The EU is a club that celebrates the power of Big Leagues: Big Business, Big Government, and Big Bureaucracy. To a much lesser extent, it grants power to Big Labour in the form of the most well-connected trade unions, but this is very much on sufferance: any union that put up serious resistance to the transporting of cheap labour – which is what the “free movement of people” should properly be called – would find itself outside the magical sphere of influence very quickly.

Incendiary discontent will not be defused by any election unless there is a serious attempt to talk properly about the commodification of labour

But how can it be morally worthy for the Mediterranean countries which have youth unemployment rates of around 60 per cent, and the eastern European countries which are struggling out of post-Soviet poverty, to lose the best and brightest of their young to the rich established economies of western Europe? What kind of freedom is that?

It’s a dream for ruthless international businesses for whom local community ties and historic roots are a nuisance at best and a major obstacle at worst but it further impoverishes the poorer countries and makes conditions of employment impossible for all but the most nomadic and adaptable.

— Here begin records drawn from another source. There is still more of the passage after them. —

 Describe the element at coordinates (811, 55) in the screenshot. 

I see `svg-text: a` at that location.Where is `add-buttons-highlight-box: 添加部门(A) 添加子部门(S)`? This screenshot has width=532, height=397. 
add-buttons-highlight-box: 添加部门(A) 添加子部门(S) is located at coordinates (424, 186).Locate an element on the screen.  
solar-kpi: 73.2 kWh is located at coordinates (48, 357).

Most significantly at the moment, it creates impossible tensions with the indigenous workforce who do not have the mobility or the minimal personal responsibilities of that transient labour army which employers find so very useful. As this column has noted before, this is an almost perfect example of what Marx called the “commodification of labour”. It has become the most febrile component of the electoral politics of Britain and the United States: the incendiary discontent which will not be defused by any election in the foreseeable future unless there is a serious attempt to talk about it properly.

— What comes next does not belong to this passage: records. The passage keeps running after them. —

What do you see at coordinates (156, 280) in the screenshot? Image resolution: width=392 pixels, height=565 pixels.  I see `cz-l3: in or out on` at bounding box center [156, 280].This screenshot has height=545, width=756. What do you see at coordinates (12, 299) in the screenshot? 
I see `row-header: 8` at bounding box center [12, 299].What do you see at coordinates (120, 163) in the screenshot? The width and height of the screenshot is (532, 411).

At this point, regular readers may be tempted to conclude that I am regressing. My account must sound conspicuously like that of the young Marxist I confess that I once was. But the Left’s failure to acknowledge what should be staring it in the face is not the whole story.

What should be central to any real argument about the globalisation of labour – because that is what the electoral hot potato of immigration actually means – is that it is very different from the kind of economic freedom that is of genuine benefit to the people of the world. Free markets and free trade have produced mass prosperity on a scale that is unprecedented in human history: not just prosperity in the crass material sense but self-determination and self-fulfilment of a kind that was once available only to the wealthiest and most privileged individuals.

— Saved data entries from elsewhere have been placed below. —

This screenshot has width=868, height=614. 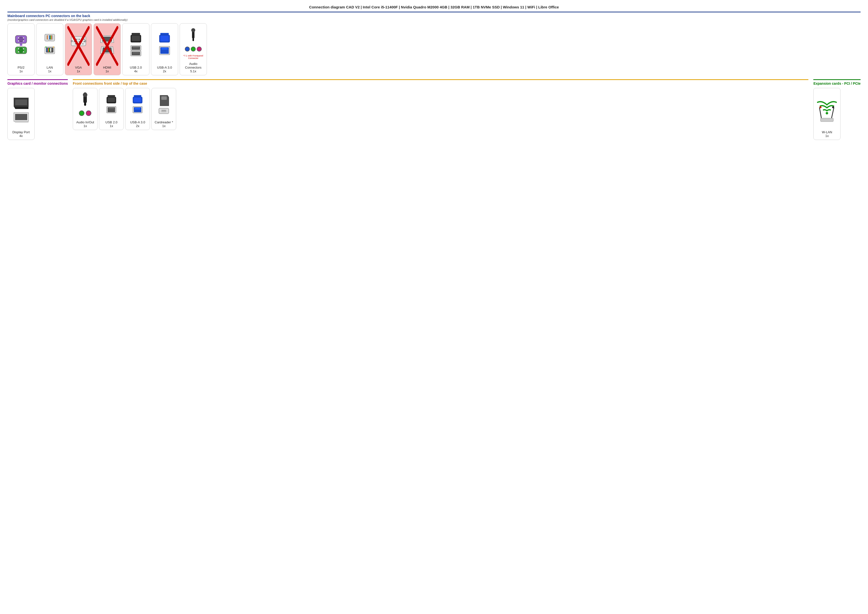 I want to click on connector-lan: LAN 1x, so click(x=50, y=49).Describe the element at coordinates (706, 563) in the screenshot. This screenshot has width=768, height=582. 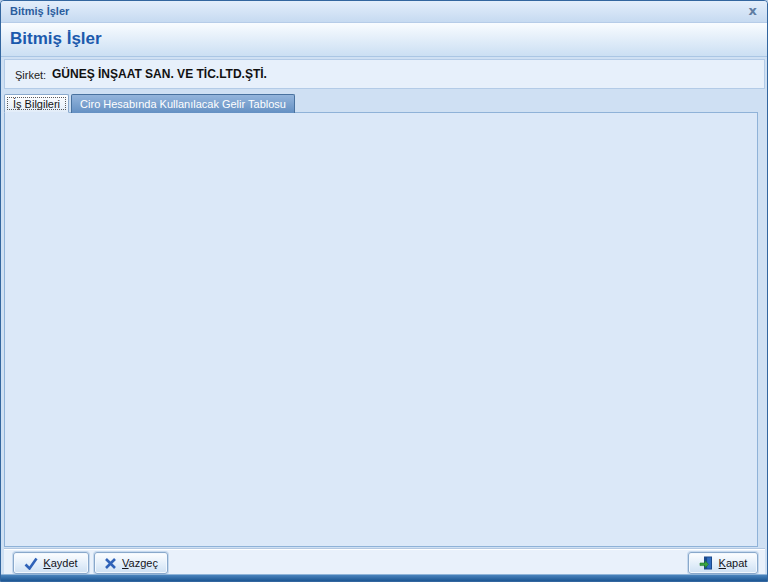
I see `exit-door-icon` at that location. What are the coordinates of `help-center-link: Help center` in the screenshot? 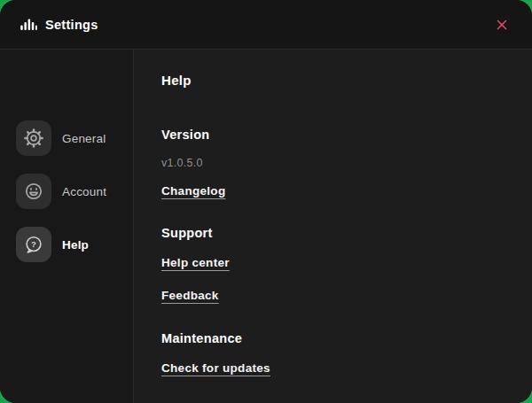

In the developing world, free-market economics and the lowering of trade restrictions have wrought miracles, bringing whole swathes of Africa and Asia out of poverty. Now all this is in danger of ossifying with the US and the EU likely to block entry not only to emerging markets and small, flexible entrepreneurs but even to major countries: the long-negotiated EU trade agreement with Canada has just collapsed, absurdly, due to a veto by one small Belgian region.

Even self-styled progressives in the West are now endorsing this retreat from open markets. Hillary Clinton is pulling away from free trade commitments in her eagerness to placate indigenous working class voters who are lured by Trumpist xenophobia. So she veers more and more toward protectionism and high-tax government when the only true antidote to economic stagnation is the opposite of those. What she and Theresa May need to offer is a new political settlement in which the indispensable role of free trade is accepted alongside protection against the unlimited imported labour which leads to social unrest.

In Britain, too many Conservatives who ought to know better confuse monopolistic corporate interests with free markets, and refuse to recognise the difference between national sovereignty and nationalism. Maybe some politicians here and in the US do understand all this. It’s difficult to tell because there is so little grown-up discussion. Meanwhile ordinary people believe they are being forgotten or deliberately shafted by a conspiracy of the powerful: global corporates, international money, and self-aggrandising super players. Are they wrong?